Rather than see the site as it is – associated in Anishinaabe tradition as the home of the maymaygwayshi and other powerful medicine spirits to which a number of shamans came over an extended period of time – he sees it as a tablet on which one person has written a “sentence” or two using the pictographs as script.

This one person, he writes, has written a “story”. Boyle is able to state quite categorically that the first sentence ends near the top of Plat VI!  Oddly enough, the article ends with that assertion.  I flipped the page, expecting to see a continuation somewhere but that is it – a peculiar way to end the article.  To conclude, Boyle seems to be victim of the notion that the pictograph site represents an application of  a coherent Anishinaabe writing system.
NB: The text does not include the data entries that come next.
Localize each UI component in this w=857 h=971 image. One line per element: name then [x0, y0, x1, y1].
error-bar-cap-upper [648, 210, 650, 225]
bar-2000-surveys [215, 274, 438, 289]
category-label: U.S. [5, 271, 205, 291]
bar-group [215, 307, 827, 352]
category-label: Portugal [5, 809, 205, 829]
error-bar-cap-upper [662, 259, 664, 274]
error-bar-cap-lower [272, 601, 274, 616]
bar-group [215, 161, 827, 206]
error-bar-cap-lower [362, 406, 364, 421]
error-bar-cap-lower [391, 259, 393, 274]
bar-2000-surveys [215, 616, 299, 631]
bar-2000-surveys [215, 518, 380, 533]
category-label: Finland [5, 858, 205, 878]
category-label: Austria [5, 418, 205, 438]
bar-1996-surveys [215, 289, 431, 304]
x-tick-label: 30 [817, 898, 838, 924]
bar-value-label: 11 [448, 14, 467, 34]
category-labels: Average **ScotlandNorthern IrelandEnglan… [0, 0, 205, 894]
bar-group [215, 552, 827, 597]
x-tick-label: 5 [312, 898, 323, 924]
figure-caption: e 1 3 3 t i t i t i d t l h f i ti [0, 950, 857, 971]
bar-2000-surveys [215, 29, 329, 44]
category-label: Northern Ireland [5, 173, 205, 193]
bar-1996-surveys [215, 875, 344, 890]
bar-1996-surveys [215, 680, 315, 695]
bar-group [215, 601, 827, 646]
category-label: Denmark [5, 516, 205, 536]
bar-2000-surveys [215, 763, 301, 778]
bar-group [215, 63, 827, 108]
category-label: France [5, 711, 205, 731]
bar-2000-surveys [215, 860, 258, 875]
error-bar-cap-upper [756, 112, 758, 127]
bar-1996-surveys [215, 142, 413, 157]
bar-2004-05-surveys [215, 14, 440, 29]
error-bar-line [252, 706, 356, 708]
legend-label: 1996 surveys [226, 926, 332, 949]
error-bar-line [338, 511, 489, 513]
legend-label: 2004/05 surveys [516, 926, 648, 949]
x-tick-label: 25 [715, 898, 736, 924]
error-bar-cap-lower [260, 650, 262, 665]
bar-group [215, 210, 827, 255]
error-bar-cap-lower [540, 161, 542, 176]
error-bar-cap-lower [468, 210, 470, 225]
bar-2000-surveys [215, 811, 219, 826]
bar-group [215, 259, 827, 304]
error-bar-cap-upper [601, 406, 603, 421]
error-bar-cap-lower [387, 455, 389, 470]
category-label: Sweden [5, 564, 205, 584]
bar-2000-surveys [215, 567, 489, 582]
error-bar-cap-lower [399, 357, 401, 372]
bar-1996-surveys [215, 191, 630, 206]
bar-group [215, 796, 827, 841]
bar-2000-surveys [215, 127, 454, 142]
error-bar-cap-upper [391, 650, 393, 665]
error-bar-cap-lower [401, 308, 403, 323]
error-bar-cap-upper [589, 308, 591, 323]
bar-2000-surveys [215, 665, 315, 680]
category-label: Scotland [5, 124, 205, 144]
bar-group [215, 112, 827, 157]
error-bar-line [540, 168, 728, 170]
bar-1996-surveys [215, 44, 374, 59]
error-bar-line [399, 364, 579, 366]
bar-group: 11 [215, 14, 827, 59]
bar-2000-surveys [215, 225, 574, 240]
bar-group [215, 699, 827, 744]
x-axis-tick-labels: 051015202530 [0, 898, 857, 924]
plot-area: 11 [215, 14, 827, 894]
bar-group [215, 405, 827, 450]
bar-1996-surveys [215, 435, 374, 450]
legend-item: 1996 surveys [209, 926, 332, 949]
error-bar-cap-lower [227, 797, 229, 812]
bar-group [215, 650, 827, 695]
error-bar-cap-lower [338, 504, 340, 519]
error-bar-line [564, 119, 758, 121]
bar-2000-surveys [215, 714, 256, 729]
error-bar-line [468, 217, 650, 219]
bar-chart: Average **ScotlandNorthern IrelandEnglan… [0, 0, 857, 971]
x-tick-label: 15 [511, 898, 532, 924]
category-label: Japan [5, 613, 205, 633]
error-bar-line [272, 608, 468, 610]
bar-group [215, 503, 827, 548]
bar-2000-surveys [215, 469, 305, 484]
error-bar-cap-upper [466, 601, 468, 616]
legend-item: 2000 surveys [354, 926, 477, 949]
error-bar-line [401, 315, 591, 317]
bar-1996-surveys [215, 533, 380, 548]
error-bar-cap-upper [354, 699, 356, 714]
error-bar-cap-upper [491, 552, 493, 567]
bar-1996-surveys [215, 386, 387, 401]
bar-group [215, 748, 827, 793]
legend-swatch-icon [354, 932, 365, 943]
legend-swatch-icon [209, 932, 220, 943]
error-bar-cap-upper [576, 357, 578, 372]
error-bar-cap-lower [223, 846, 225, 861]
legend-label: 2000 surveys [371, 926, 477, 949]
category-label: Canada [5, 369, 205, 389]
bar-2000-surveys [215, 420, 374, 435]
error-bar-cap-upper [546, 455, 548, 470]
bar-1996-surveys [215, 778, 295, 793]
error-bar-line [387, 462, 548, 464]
It is almost as if he sees the cliff face as another birchbark scroll.

There is no Rosetta Stone – in spite of the mid-1850’s inventories of symbols and their meanings left by Schoolcraft and Copway –  to help us unravel the meaning of the Diamond Lake pictographs.  However, those who have visited have given us more insight into the nature of pictographs and their significance.  Boyle’s “utterly vain” can be amended to “much is still puzzling”.  Thanks to more recent visitors  we can now better see elements of the Anishinaabe world view in the ochre, from possible references to the their clan (doodem) system and their religious beliefs.

As we paddle past the dramatic quartzite rock face, the least we can do is stop and appreciate the fact that maybe two or three hundred years ago Anishinaabe shamans stopped at this same spot. As a part of a vision quest, perhaps, or as a visit to the home of the maymaygwayshi for powerful medicines,  the rock paintings were part of the ritual.  From their birch bark canoes they reached out to the rock and created enduring marks with their specially prepared mixture of finely ground hematite and fish oil.  While we will never completely understand the significance of all the ochre paintings, we still stop and for a brief while enter into another world.

Useful Links:

Just click on the blue text to access material.

You can access the pdf file of  W. Phillips’  “Rock Paintings At Temagami District” from my Dropbox folder.  If you want to see where it came from,  look here – The Annual Archaeological Report for 1906 (Being Part of Appendix to the Report of the Minister of Education Ontario) published in 1907.

the 1962 first edition of Selwyn Dewdney’s Indian Rock Paintings of the Great Lakes   is available for online reading or download.  A second edition of the book came out in 1967 with documentation on an additional 60 sites.

Thor Conway’s Discovering Rock Art In Ontario’s Provincial Park can be purchased directly from the author.  Five pages of the Diamond Lake chapter are available as a sample.

The Thor and Julie Conway article on the Lake Obabika pictographs – “An Ethno-Archaeological Study of Algonkian Rock Art in Northeastern Ontario, Canada” – provide excellent background to the Diamond Lake pictographs, which are briefly mentioned in the article published in issue #49 of Ontario Archaeology in the mid-1980’s.

Brian Back’s  Ottertooth article “The Lady Evelyn Lift-Over”  provides excellent historical summary of  the impact of dams on water levels on Diamond Lake and Lady Evelyn Lake.

Dewdney mentions Cuttle lake in his discussion of the Diamond Lake pictos. Grace Rajnovitch’s article “Paired Morphs At Cuttle Lake” is in the Jan/Feb1980  issue of Arch Notes, the newsletter of the Ontario Archaeological Society. It includes drawings from one of the panels and provides a point of comparison.

Goerge Copway’s The Traditional History and Characteristic Sketches of the Ojibway Nation can be read online or downloaded in various file formats.  Pages 132-134 provide examples of pictographic symbols.  Copway writes – “An Indian well versed in these can send a communication to another Indian, and by them make himself as well understood as a pale face can by letter.”

Another collection of Diamond Lake pictograph photos can be seen at the temagami.nativeweb.org site. The pix show some of the pictos from a better angle than our shots do. Go here – Ancient Pictographs at Diamond lake in Temagami                How ancient they are is an open question. My guess would be no more than four hundred years.

Finally, I wonder whatever happened to the film footage shot by that CBC crew in 1976.